Hi there
Announcing node-red-contrib-waveshare-shield-adda-11010 which provides working nodes for every pin on this Raspberry Pi shield. The shield has a nice 24 bit AD converter with a 1% accurate VRef chip accepting 0 to 5 volts on 8 channels. The shield also has a nice 16 bit DA converter with two output channels and jumper selectable 3.3V or 5V VRef. The AD converter provides 4 additional GPIO generic digital input and output ports, and the shield passes thru 4 RasPi provided GPIO ports. The board also has some on-board IO hardware for free such as a light sensor, a little potentiometer, and two LEDs. Do note this is a "scada-lite" type AD/DA system, so a 23-bit precision AD conversion takes a bit over one second, this is not hardware for sampling hifi microphone audio LOL.
Its a fun little board to interface with the real world and at least the hardware and my software on my desk work perfectly.
Everything is reasonably well documented and predictable. So, for example, silk screen label D3 on the shield shows up in Node-RED as "D3" for input and output work.
I do have some architectural questions. I got everything to work perfectly but I don't know if I did it the "right" way.
How to handle polling a non-interrupt driven input? I set my nodes up as a filter and any input to the node sets the pin to input mode, reads it, and outputs whatever it read. There is no interrupt facility at the hardware level to "know" if expanded GPIO port D2 changed from 1 to 0 or vice versa.
What's an example of a node that handles python the most right way? The architecture of how I set up the nodes was to ... do everything in Python and the javascript is mostly a wrapper. Note that the hardware is very raspberry pi specific so there is little point in supporting 32-bit intel linux when the hardware will never connect to anything but a raspbian running pi. I know my bodge effort works; and it works very well; I'm just curious whats the "right" way to do it?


» **WHAT TO WORK ON**
Exact reproduction required: the lines below from the line with "The image size is (523, 239)." to the line with "This screenshot has height=738, width=1487.", both ends included, and no others.
######
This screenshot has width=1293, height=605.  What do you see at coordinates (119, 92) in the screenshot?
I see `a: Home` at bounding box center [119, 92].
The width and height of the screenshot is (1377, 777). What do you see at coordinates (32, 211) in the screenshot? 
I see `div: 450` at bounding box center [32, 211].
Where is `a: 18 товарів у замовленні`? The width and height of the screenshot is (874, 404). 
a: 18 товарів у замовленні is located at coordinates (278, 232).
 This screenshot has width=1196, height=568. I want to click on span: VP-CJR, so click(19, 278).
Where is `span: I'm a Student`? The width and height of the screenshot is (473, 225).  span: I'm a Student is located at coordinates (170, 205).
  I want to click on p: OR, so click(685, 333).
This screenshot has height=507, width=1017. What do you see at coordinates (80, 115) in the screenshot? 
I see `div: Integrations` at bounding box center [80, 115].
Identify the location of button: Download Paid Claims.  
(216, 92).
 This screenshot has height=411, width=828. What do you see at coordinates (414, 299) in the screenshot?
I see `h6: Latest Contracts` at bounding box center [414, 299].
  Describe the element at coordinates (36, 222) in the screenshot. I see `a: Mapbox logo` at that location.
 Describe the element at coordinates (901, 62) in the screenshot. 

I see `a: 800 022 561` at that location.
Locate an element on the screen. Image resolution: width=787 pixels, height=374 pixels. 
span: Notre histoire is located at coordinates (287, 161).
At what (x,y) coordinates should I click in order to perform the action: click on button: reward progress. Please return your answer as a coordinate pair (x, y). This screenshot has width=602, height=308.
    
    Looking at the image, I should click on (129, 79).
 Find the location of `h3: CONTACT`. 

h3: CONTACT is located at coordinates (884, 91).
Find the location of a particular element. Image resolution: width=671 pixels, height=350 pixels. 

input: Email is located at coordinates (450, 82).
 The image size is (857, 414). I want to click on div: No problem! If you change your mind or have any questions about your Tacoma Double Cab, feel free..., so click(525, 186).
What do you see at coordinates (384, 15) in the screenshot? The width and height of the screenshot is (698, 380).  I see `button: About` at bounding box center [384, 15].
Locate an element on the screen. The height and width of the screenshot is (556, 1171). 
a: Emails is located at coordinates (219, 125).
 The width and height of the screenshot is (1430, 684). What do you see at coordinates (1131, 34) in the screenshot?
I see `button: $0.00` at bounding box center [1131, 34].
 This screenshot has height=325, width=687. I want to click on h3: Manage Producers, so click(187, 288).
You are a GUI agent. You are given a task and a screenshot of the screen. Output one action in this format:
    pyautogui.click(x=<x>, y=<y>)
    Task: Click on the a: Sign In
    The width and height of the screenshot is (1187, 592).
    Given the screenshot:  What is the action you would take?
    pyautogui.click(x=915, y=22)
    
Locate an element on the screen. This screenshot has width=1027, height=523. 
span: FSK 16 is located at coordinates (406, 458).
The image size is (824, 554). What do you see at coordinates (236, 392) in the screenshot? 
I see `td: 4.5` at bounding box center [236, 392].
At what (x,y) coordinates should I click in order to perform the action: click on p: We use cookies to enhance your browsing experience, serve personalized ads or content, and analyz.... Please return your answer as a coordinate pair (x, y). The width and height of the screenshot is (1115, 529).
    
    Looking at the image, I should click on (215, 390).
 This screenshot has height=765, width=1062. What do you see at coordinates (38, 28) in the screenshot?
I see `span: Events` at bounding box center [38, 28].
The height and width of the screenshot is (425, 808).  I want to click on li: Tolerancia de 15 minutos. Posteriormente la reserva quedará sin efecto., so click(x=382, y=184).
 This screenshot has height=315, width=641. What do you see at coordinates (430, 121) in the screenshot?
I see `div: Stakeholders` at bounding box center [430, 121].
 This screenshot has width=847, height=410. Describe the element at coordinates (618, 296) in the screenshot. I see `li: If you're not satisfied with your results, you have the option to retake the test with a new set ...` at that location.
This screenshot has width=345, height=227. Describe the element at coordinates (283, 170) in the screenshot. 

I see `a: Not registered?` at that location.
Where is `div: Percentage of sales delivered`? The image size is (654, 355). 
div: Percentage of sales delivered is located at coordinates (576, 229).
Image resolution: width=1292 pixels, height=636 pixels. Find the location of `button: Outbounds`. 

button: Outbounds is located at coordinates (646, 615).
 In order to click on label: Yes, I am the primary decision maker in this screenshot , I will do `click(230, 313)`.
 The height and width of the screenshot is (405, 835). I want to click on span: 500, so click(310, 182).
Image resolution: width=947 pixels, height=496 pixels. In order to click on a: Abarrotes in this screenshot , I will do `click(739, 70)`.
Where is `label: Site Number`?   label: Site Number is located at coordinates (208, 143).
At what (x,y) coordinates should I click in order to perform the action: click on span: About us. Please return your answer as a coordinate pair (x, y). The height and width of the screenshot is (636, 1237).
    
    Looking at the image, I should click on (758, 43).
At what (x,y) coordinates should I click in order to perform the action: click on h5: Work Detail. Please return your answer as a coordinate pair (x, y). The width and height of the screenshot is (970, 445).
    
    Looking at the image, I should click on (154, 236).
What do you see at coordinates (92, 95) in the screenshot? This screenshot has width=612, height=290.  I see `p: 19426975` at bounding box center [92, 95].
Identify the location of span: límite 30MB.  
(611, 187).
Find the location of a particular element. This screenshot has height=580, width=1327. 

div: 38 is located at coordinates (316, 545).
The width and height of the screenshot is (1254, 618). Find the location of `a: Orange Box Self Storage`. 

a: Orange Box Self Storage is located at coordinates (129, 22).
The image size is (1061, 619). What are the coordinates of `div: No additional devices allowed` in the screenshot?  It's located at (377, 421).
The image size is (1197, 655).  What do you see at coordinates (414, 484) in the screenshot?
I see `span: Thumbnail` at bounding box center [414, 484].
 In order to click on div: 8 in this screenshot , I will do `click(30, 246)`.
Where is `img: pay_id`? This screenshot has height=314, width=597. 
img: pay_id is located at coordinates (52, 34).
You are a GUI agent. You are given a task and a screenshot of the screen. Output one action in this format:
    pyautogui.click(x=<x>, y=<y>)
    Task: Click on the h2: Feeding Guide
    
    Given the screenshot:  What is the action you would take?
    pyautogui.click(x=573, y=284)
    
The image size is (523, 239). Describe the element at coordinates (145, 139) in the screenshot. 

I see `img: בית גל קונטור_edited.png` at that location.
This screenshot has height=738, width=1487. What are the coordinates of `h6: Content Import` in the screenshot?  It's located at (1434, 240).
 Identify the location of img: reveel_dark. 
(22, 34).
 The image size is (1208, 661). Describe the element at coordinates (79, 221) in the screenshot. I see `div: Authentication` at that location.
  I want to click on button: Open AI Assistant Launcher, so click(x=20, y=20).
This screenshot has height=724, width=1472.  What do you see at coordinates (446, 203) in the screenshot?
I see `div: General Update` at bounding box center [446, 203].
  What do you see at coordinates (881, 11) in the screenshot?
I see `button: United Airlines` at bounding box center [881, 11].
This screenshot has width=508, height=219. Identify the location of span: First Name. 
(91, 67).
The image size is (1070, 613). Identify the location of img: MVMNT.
######
» **SOLUTION TO THE PROBLEM**
The image size is (523, 239). Describe the element at coordinates (145, 139) in the screenshot. 

I see `img: בית גל קונטור_edited.png` at that location.
This screenshot has height=738, width=1487. What are the coordinates of `h6: Content Import` in the screenshot?  It's located at (1434, 240).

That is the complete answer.